Investor Due Diligence
Novel Gasifier Design
TRU assesses the technology and techno-economics of a new design for a biomass gasifier. The market potential for the design was assessed as well as competitive technologies. TRU advised our client on the viability of the business and the risks associated with the proposed investment.


--------------------------------------------------------------------------------

Strategy, Planning and Financing Li-ion batteries Li-polymer carbon anode
Lithium-ion Battery • New Li-fiber Battery Launch Li-ion battery
TRU prepared strategies and business plan for a company developing lithium-ion batteries made with a new Li-fiber [carbon-carbon] anode. The new carbon-carbon fiber technology is significantly superior to existing Li-ion and Li-polymer batteries especially for higher energy applications. Seeking $15 million.Ç For more on this Lithium battery opportunity please click here


--------------------------------------------------------------------------------

Product Substitution & Demand Estimation
Renewable Energy for Remote Locations & Communities
TRU conducted an in depth assessment of energy use in remote villages/ camps and other non-grid-connected location. Estimated energy consumption by end use and type. Reviewed technology for displacement by renewable energy such as small-scale hydropower, photovoltaic & thermal solar, wind & tidal power, geothermal, peat and conservation.

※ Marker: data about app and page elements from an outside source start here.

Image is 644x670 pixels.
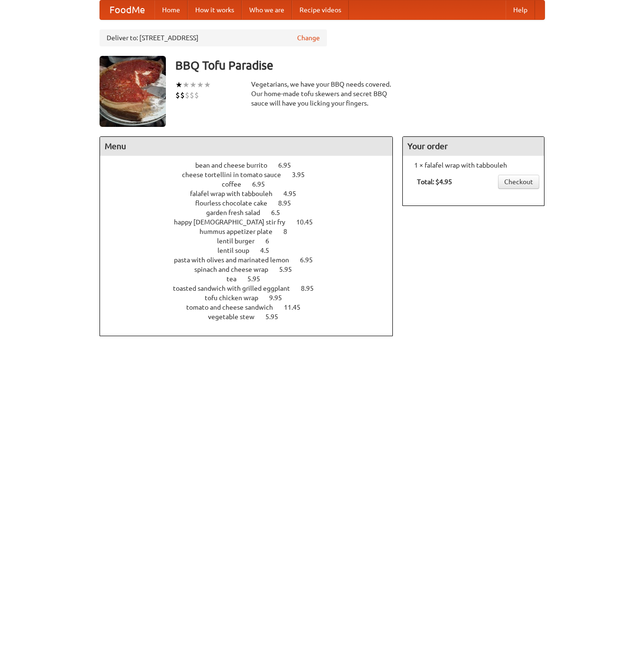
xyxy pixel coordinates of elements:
[278,162,300,169] span: 6.95
[199,228,305,235] a: hummus appetizer plate 8
[266,237,278,245] span: 6
[195,162,308,169] a: bean and cheese burrito 6.95
[260,246,278,254] span: 4.5
[206,209,269,217] span: garden fresh salad
[269,294,291,302] span: 9.95
[408,160,539,170] li: 1 × falafel wrap with tabbouleh
[217,246,259,254] span: lentil soup
[284,228,296,235] span: 8
[182,171,322,179] a: cheese tortellini in tomato sauce 3.95
[195,199,277,207] span: flourless chocolate cake
[174,218,295,226] span: happy [DEMOGRAPHIC_DATA] stir fry
[292,1,348,20] a: Recipe videos
[185,90,190,100] li: $
[190,190,314,197] a: falafel wrap with tabbouleh 4.95
[182,171,290,179] span: cheese tortellini in tomato sauce
[205,294,299,302] a: tofu chicken wrap 9.95
[100,137,393,156] h4: Menu
[300,256,322,264] span: 6.95
[227,275,278,283] a: tea 5.95
[187,1,242,20] a: How it works
[284,190,306,197] span: 4.95
[297,33,320,43] a: Change
[278,199,300,207] span: 8.95
[195,162,277,169] span: bean and cheese burrito
[208,313,264,321] span: vegetable stew
[154,1,187,20] a: Home
[194,266,278,273] span: spinach and cheese wrap
[174,256,330,264] a: pasta with olives and marinated lemon 6.95
[242,1,292,20] a: Who we are
[217,246,287,254] a: lentil soup 4.5
[217,237,264,245] span: lentil burger
[190,90,194,100] li: $
[205,294,268,302] span: tofu chicken wrap
[190,80,197,90] li: ★
[251,80,393,108] div: Vegetarians, we have your BBQ needs covered. Our home-made tofu skewers and secret BBQ sauce will...
[100,56,166,127] img: angular.jpg
[175,90,180,100] li: $
[217,237,287,245] a: lentil burger 6
[301,284,323,292] span: 8.95
[100,29,327,47] div: Deliver to: [STREET_ADDRESS]
[271,209,290,217] span: 6.5
[174,256,299,264] span: pasta with olives and marinated lemon
[247,275,269,283] span: 5.95
[199,228,282,235] span: hummus appetizer plate
[208,313,296,321] a: vegetable stew 5.95
[194,266,309,273] a: spinach and cheese wrap 5.95
[417,178,452,186] b: Total: $4.95
[296,218,322,226] span: 10.45
[221,181,250,188] span: coffee
[506,1,535,20] a: Help
[266,313,288,321] span: 5.95
[173,284,299,292] span: toasted sandwich with grilled eggplant
[100,1,154,20] a: FoodMe
[194,90,199,100] li: $
[227,275,246,283] span: tea
[197,80,204,90] li: ★
[221,181,282,188] a: coffee 6.95
[279,266,302,273] span: 5.95
[175,80,183,90] li: ★
[498,175,539,189] a: Checkout
[284,303,310,311] span: 11.45
[204,80,211,90] li: ★
[206,209,297,217] a: garden fresh salad 6.5
[186,303,282,311] span: tomato and cheese sandwich
[190,190,282,197] span: falafel wrap with tabbouleh
[252,181,274,188] span: 6.95
[195,199,308,207] a: flourless chocolate cake 8.95
[403,137,544,156] h4: Your order
[183,80,190,90] li: ★
[186,303,318,311] a: tomato and cheese sandwich 11.45
[175,56,545,75] h3: BBQ Tofu Paradise
[292,171,314,179] span: 3.95
[174,218,330,226] a: happy [DEMOGRAPHIC_DATA] stir fry 10.45
[180,90,185,100] li: $
[173,284,331,292] a: toasted sandwich with grilled eggplant 8.95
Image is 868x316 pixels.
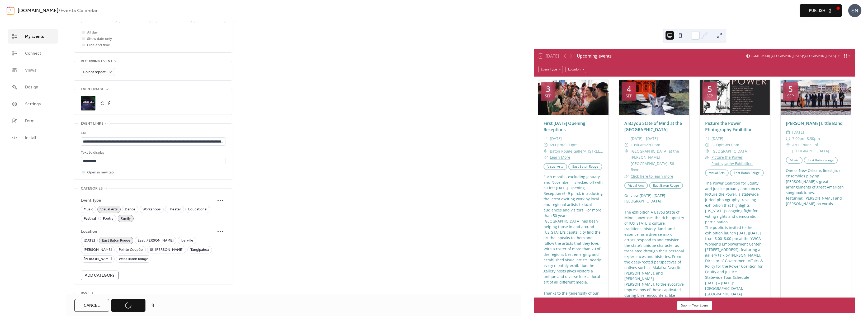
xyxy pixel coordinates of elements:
[780,120,851,126] div: [PERSON_NAME] Little Band
[550,148,603,154] a: Baton Rouge Gallery, [STREET_ADDRESS][PERSON_NAME]
[808,8,825,14] span: Publish
[8,131,58,145] a: Install
[563,142,564,148] span: -
[624,120,681,132] a: A Bayou State of Mind at the [GEOGRAPHIC_DATA]
[543,135,548,142] div: ​
[190,247,209,253] span: Tangipahoa
[80,271,119,280] button: Add Category
[711,142,724,148] span: 6:00pm
[7,7,14,15] img: logo
[624,142,628,148] div: ​
[807,135,820,142] span: 8:30pm
[543,120,585,132] a: First [DATE] Opening Receptions
[87,42,110,48] span: Hide end time
[780,168,851,206] div: One of New Orleans finest jazz ensembles playing [PERSON_NAME]'s great arrangements of great Amer...
[87,169,114,176] span: Open in new tab
[25,67,36,74] span: Views
[83,256,111,262] span: [PERSON_NAME]
[576,53,612,59] div: Upcoming events
[543,142,548,148] div: ​
[677,301,712,310] button: Submit Your Event
[8,80,58,94] a: Design
[751,54,836,58] span: (GMT-06:00) [GEOGRAPHIC_DATA]/[GEOGRAPHIC_DATA]
[627,85,631,93] div: 4
[168,206,181,213] span: Theater
[8,63,58,78] a: Views
[792,135,805,142] span: 7:00pm
[80,130,224,137] div: URL
[711,148,749,154] span: [GEOGRAPHIC_DATA].
[705,142,709,148] div: ​
[631,174,673,179] a: Click here to learn more
[545,94,551,98] div: Sep
[550,135,562,142] span: [DATE]
[83,69,106,76] span: Do not repeat
[624,135,628,142] div: ​
[83,206,93,213] span: Music
[138,237,173,244] span: East [PERSON_NAME]
[125,206,135,213] span: Dance
[625,94,632,98] div: Sep
[100,206,117,213] span: Visual Arts
[545,85,550,93] div: 3
[142,206,161,213] span: Workshops
[150,247,183,253] span: St. [PERSON_NAME]
[25,33,44,40] span: My Events
[87,36,112,42] span: Show date only
[80,228,215,235] span: Location
[18,6,58,16] a: [DOMAIN_NAME]
[80,150,224,156] div: Text to display
[83,302,100,309] span: Cancel
[799,4,842,17] button: Publish
[786,135,790,142] div: ​
[705,135,709,142] div: ​
[25,84,38,91] span: Design
[119,256,148,262] span: West Baton Rouge
[792,142,845,154] span: Arts Council of [GEOGRAPHIC_DATA]
[792,129,804,135] span: [DATE]
[550,154,570,160] a: Learn More
[726,142,739,148] span: 8:00pm
[706,94,713,98] div: Sep
[788,85,792,93] div: 5
[80,96,95,110] div: ;
[631,148,684,173] span: [GEOGRAPHIC_DATA] at the [PERSON_NAME][GEOGRAPHIC_DATA], 5th floor
[25,101,41,107] span: Settings
[60,6,98,16] b: Events Calendar
[8,114,58,128] a: Form
[8,97,58,111] a: Settings
[550,142,563,148] span: 6:00pm
[707,85,712,93] div: 5
[80,86,104,92] span: Event image
[787,94,793,98] div: Sep
[25,135,36,141] span: Install
[80,120,104,127] span: Event links
[711,154,752,166] a: Picture the Power Photography Exhibition
[83,247,111,253] span: [PERSON_NAME]
[25,118,35,125] span: Form
[74,293,232,304] div: •••
[58,6,60,16] b: /
[80,290,89,296] span: RSVP
[848,4,861,17] div: SN
[646,142,647,148] span: -
[120,216,131,222] span: Family
[83,237,95,244] span: [DATE]
[8,46,58,60] a: Connect
[83,216,96,222] span: Festival
[711,135,723,142] span: [DATE]
[102,237,131,244] span: East Baton Rouge
[80,58,113,64] span: Recurring event
[75,299,109,312] button: Cancel
[705,148,709,154] div: ​
[786,142,790,148] div: ​
[103,216,113,222] span: Poetry
[631,142,646,148] span: 10:00am
[119,247,142,253] span: Pointe Coupée
[543,154,548,160] div: ​
[564,142,578,148] span: 9:00pm
[80,185,103,192] span: Categories
[647,142,660,148] span: 5:00pm
[624,173,628,179] div: ​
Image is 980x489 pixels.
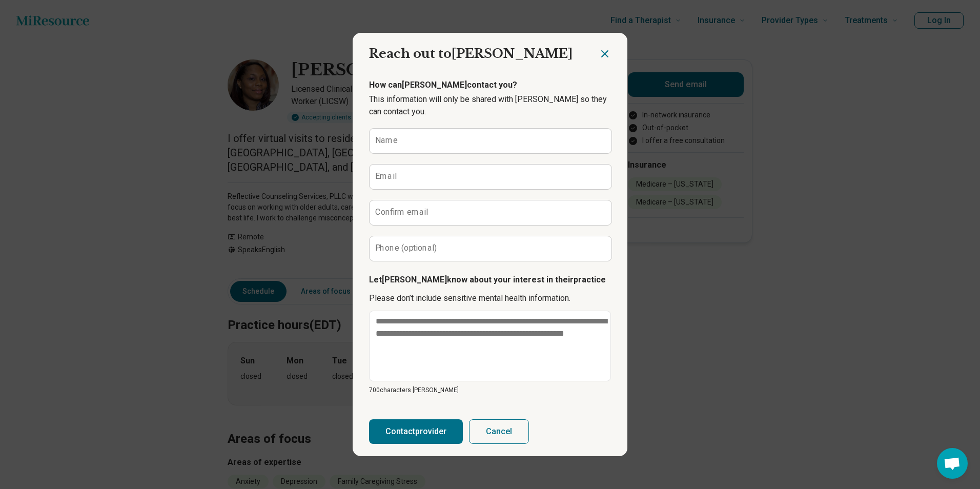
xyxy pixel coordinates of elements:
[375,136,398,144] label: Name
[369,94,611,118] p: This information will only be shared with [PERSON_NAME] so they can contact you.
[369,46,573,61] span: Reach out to [PERSON_NAME]
[375,208,428,217] label: Confirm email
[369,79,611,91] p: How can [PERSON_NAME] contact you?
[369,385,611,395] p: 700 characters [PERSON_NAME]
[375,244,437,252] label: Phone (optional)
[369,274,611,286] p: Let [PERSON_NAME] know about your interest in their practice
[599,48,611,60] button: Close dialog
[369,292,611,304] p: Please don’t include sensitive mental health information.
[369,419,463,444] button: Contactprovider
[469,419,529,444] button: Cancel
[375,172,397,180] label: Email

--------------------------------------------------------------------------------

Technology Forecasting & Econometric Modeling

Green versus Conventional Energy

TRU evaluated the integrity and usefulness of comprehensive MITRE technology foresight model. The model is multivariate containing technology, manufacturing, and use factors for both conventional and renewable energy. Other econometric models used in analyzing aspects of renewable energy production and use were compared.